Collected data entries
◇ ◇ ◇
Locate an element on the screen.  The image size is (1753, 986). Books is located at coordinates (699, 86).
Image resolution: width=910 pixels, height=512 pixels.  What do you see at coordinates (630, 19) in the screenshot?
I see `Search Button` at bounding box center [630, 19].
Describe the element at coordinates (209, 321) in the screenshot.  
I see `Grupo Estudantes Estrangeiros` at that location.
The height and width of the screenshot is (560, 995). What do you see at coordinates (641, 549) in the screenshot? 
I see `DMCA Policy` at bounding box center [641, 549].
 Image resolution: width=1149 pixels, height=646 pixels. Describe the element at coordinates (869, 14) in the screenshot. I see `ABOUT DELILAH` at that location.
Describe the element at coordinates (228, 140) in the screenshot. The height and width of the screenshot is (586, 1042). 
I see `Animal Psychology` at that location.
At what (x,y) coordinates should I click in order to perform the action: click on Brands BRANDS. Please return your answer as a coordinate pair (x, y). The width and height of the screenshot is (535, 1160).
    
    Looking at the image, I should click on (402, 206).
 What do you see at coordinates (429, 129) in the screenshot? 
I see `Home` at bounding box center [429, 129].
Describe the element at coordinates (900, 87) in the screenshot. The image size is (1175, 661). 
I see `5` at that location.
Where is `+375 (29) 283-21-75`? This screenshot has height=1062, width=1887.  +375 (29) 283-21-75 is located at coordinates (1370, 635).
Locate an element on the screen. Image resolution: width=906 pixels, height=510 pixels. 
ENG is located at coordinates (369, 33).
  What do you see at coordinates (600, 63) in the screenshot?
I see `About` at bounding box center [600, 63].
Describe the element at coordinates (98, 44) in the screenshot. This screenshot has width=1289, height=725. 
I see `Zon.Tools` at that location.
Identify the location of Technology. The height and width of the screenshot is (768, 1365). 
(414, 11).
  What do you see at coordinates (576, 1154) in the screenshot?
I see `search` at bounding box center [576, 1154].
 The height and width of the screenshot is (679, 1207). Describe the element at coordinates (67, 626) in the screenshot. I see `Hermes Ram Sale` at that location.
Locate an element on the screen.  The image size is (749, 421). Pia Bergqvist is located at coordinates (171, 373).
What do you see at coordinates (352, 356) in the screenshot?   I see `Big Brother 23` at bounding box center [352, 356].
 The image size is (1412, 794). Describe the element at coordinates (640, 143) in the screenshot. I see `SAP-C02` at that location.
◇ ◇ ◇
▸ Exercise prompt
Write each line of the data down again exactly as it reads.

▸ Task solution
Locate an element on the screen.  The image size is (1753, 986). Books is located at coordinates (699, 86).
Image resolution: width=910 pixels, height=512 pixels.  What do you see at coordinates (630, 19) in the screenshot?
I see `Search Button` at bounding box center [630, 19].
Describe the element at coordinates (209, 321) in the screenshot.  
I see `Grupo Estudantes Estrangeiros` at that location.
The height and width of the screenshot is (560, 995). What do you see at coordinates (641, 549) in the screenshot? 
I see `DMCA Policy` at bounding box center [641, 549].
 Image resolution: width=1149 pixels, height=646 pixels. Describe the element at coordinates (869, 14) in the screenshot. I see `ABOUT DELILAH` at that location.
Describe the element at coordinates (228, 140) in the screenshot. The height and width of the screenshot is (586, 1042). 
I see `Animal Psychology` at that location.
At what (x,y) coordinates should I click in order to perform the action: click on Brands BRANDS. Please return your answer as a coordinate pair (x, y). The width and height of the screenshot is (535, 1160).
    
    Looking at the image, I should click on (402, 206).
 What do you see at coordinates (429, 129) in the screenshot? 
I see `Home` at bounding box center [429, 129].
Describe the element at coordinates (900, 87) in the screenshot. The image size is (1175, 661). 
I see `5` at that location.
Where is `+375 (29) 283-21-75`? This screenshot has height=1062, width=1887.  +375 (29) 283-21-75 is located at coordinates (1370, 635).
Locate an element on the screen. Image resolution: width=906 pixels, height=510 pixels. 
ENG is located at coordinates (369, 33).
  What do you see at coordinates (600, 63) in the screenshot?
I see `About` at bounding box center [600, 63].
Describe the element at coordinates (98, 44) in the screenshot. This screenshot has width=1289, height=725. 
I see `Zon.Tools` at that location.
Identify the location of Technology. The height and width of the screenshot is (768, 1365). 
(414, 11).
  What do you see at coordinates (576, 1154) in the screenshot?
I see `search` at bounding box center [576, 1154].
 The height and width of the screenshot is (679, 1207). Describe the element at coordinates (67, 626) in the screenshot. I see `Hermes Ram Sale` at that location.
Locate an element on the screen.  The image size is (749, 421). Pia Bergqvist is located at coordinates (171, 373).
What do you see at coordinates (352, 356) in the screenshot?   I see `Big Brother 23` at bounding box center [352, 356].
 The image size is (1412, 794). Describe the element at coordinates (640, 143) in the screenshot. I see `SAP-C02` at that location.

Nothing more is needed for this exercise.